True, that's because both of those create all stacked lines in a single function call, so conceptually as a single object. We could in principle do the same, treating the entire stack as a single trace, but we can do better than that. I've certainly encountered plenty of situations like the population example I described, where I wanted to add up data that didn't come with matching x values, and I'd have loved it if this just worked ™️
I think the
😍 |
I have a concern about |
I'm a big fan of this. Adding flags
I agree 100% here. Moreover, we could add |
right - an "orphan point" we've called that in the past - it doesn't make a line segment either, so if you don't show markers you won't see anything. |
Yeah issues with orphan points go way back -> https://github.saobby.my.eu.org/plotly/streambed/issues/2577 |
OK so what happens when you have a stack of areas with an orphan point in the middle (and you can't reorder because, say, they all have misaligned orphaned points)? |
If you're not filling gaps (with zeros or interpolations), then anything above a gap gets discarded - that's what I meant by "probably we'd want all gaps to propagate upward to the top of the stack." |
Wow, that seems... draconian. So much so that I'm not sure anyone would really want to use it? |
This wouldn't be the default for gaps introduced by the stacking process - the default would match gsheets and excel and fill with zeros, which if I'm interpreting your party/province plot right is probably what you'd want to have there, right? Missing items are not unknown data, they're cases of zero count. But I can certainly imagine doing an analysis and not wanting to make any assumptions about missing data, especially if that missing data is explicit in the data as an x with no/invalid y. And really the only way to do that is to throw out the unstackable data. |
I understand where you're going with this, certainly it makes sense from an SQL-like null-propagation point of view. One worry I have around both interpolate and gaps is that we support neither in our stacked-bar implementation as far as I know. One other salient point of comparison between stacked bars and stacked areas are handling of negative values.

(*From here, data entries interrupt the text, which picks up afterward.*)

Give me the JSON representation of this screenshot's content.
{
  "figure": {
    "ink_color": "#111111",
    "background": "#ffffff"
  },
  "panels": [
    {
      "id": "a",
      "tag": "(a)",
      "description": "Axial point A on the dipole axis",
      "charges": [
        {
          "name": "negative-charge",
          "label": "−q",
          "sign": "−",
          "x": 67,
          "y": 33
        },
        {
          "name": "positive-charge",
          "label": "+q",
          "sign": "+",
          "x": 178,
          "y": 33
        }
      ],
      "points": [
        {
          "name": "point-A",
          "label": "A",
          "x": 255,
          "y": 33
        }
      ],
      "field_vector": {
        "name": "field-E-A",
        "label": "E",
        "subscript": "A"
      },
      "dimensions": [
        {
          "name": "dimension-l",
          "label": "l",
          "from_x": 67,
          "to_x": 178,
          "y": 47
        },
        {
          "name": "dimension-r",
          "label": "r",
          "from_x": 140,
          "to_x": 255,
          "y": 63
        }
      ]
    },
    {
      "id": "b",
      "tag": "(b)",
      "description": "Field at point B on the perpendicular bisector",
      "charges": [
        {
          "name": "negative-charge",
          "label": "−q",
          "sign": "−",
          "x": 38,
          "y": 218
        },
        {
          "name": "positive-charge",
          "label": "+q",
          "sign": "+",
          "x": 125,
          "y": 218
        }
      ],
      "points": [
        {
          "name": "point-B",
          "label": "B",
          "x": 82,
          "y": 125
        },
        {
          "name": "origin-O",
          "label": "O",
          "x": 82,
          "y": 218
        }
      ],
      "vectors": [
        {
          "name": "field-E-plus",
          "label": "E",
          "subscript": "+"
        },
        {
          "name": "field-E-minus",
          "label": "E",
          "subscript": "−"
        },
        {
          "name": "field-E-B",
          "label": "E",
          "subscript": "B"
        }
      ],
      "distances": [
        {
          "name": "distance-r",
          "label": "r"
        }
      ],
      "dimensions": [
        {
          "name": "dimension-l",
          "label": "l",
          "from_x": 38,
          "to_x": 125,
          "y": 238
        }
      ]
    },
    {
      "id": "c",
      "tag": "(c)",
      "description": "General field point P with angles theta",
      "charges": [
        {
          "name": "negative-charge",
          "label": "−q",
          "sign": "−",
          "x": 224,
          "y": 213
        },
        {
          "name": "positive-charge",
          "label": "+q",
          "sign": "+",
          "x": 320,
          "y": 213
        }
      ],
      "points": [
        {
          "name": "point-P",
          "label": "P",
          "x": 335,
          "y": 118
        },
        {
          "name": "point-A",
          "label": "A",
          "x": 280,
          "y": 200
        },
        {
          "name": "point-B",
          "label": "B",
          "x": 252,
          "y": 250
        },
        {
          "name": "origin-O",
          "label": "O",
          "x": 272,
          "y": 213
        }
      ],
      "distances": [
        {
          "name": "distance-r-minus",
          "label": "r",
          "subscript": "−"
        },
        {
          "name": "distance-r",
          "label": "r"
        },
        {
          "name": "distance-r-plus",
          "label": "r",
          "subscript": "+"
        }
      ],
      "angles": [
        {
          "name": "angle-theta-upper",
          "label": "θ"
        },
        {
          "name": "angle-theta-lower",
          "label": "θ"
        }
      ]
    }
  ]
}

Google Sheets/Excel basically handles this by overlapping/"folding" the area downwards, which is sort of how our Google sheets: Excel: |
Final note for the weekend: it would be nice to have the equivalent of |
I'd be OK with Other than that, what could the API look like? Is this a new trace type? Would this be a |
👍 though in atttribute values we've tended to include spaces between words, so it could be
Absolutely - the goal here is just to make sure the API will support all the options we anticipate, but we can start with the default behavior.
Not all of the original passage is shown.